Journalism and Patriotism
As
all the world now knows, a U.S. Marine shot and
killed an unarmed captive in a mosque in Fallujah. The incident has inflamed the Arab world like nothing since the
Abu Ghraib scandals, canceling the military gains of U.S. forces in the city
and damaging the Bush administrations attempts to win
hearts and minds in order to gain popular support for
Januarys scheduled elections.
It has also enraged American
hawks against the American media. Writing in the Wall Street
Journal, the military scholar Edward N. Luttwak says the incident
was revealed by a pool of unpatriotic American television
reporters and the Marine officers who started an immediate judicial
investigation, for strict American legalism is alive and well even in the
Marine uniform.
This passage stopped me. The
reporters are unpatriotic for revealing the truth or
deceptive fragments of the truth, as Luttwak puts it
but those Marine officers are only being legalistic?
During the Vietnam war,
reporters like Seymour Hersh were called unpatriotic for revealing
American atrocities. Many people felt that American journalists had a
duty to conceal American war crimes, a feeling that is far from dead. It
was, and is, all the stronger when such crimes are shocking and
sensational. This is why the military prefers embedded
journalists to independent ones, who may not cover the war the way the
military wants it covered.
But the rest of us should prefer
independent journalists, precisely for patriotic reasons. If you love your
country, you should want to know what your government and its military
arm are doing in your name. Luttwak even acknowledges that we should be
thankful, for the last thing we should want are
patriotic reporters who would conceal errors, embarrassments, and
crimes in our armed forces. But this still implies that candid
reporting is unpatriotic but dishonest reporting is patriotic.
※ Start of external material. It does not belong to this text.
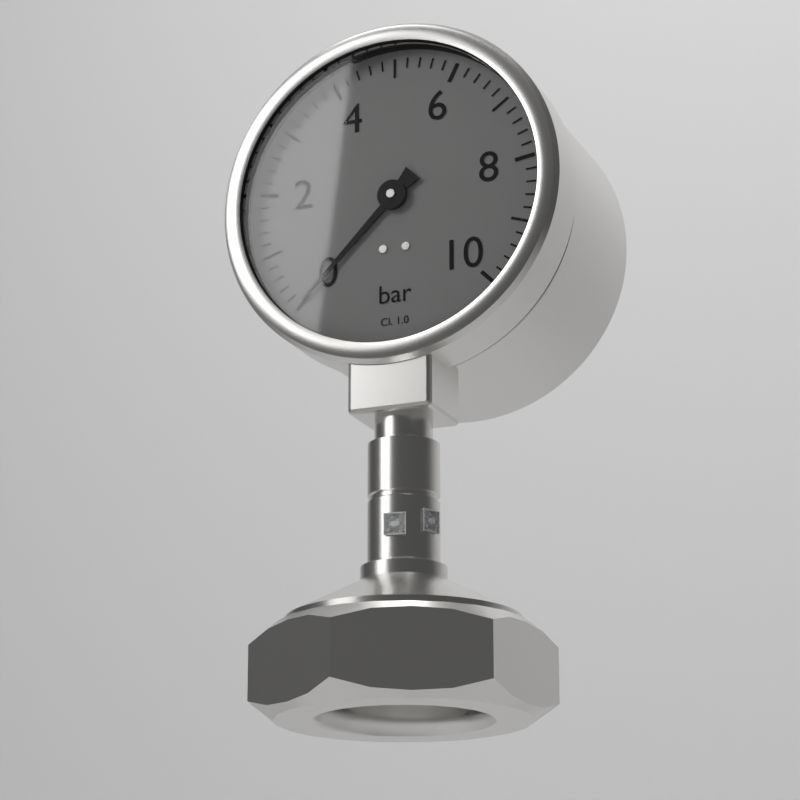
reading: 0.0 bar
An editorial on the same page
implies the same thing. It says that the point of revealing the incident
seems to be to conjure up images again of Abu Ghraib, further
maligning the American purpose in Iraq. Thats reading a lot
into a moment of taping a story whose power nobody can deny. Would it
have been better to suppress it?
![[Breaker quote: War crimes and excuses]](2004breakers/041118.gif) The
editorial goes on to complain that the tape didnt show the
context of the killing: a ferocious battle for the city
against an enemy that neither wears a uniform nor obeys any
normal rules of war.... These killers hide in mosques and hospitals,
boobytrap dead bodies, and open fire as they prepare to
surrender. The Marine had been wounded the day before and
had seen a member of his unit killed by an insurgent pretending to
be dead.
The editorial asks, Who
from the safety of his Manhattan sofa has standing to judge what that
Marine did in that mosque? Finally, it condemns the moral
abdication of equating deliberate televised beheadings of
civilians with a Marine shooting a terrorist, who may or may not have been
armed, amid the ferocity of battle.
So the Marine who shot an
unarmed man is presumed innocent, while the dead man, in the space of a
few paragraphs, goes from being a mere insurgent to being
judged, without evidence, a terrorist. All this from the
safety of a Manhattan sofa, as it were.
Maybe the Marine had some
excuse. But an excuse isnt the same thing as a justification. What
he did was a war crime, even if he did it in the heat of battle. Who put
him, and thousands of others, in that situation? How many other such acts
have been neither reported nor caught on tape?
The answers to such questions
dont depend on the particularities of Fallujah, nor on the tactics,
however grisly, of the resistance. They depend on the reasons President
Bush gave for the invasion of Iraq in the first place: the
threat of Saddam Hussein, his alleged arsenal, his alleged
links to terrorism. All these reasons have been exploded.
So heres the picture: A
superpower, the greatest military power that has ever existed, invades a
weak country on false pretenses, deposes its government, excites a
popular resistance movement unconnected to the defunct regime
then not only complains about the new enemys guerrilla tactics,
but uses them to justify continuing the invasion.
And journalists who show us
unedifying details about the invaders are unpatriotic.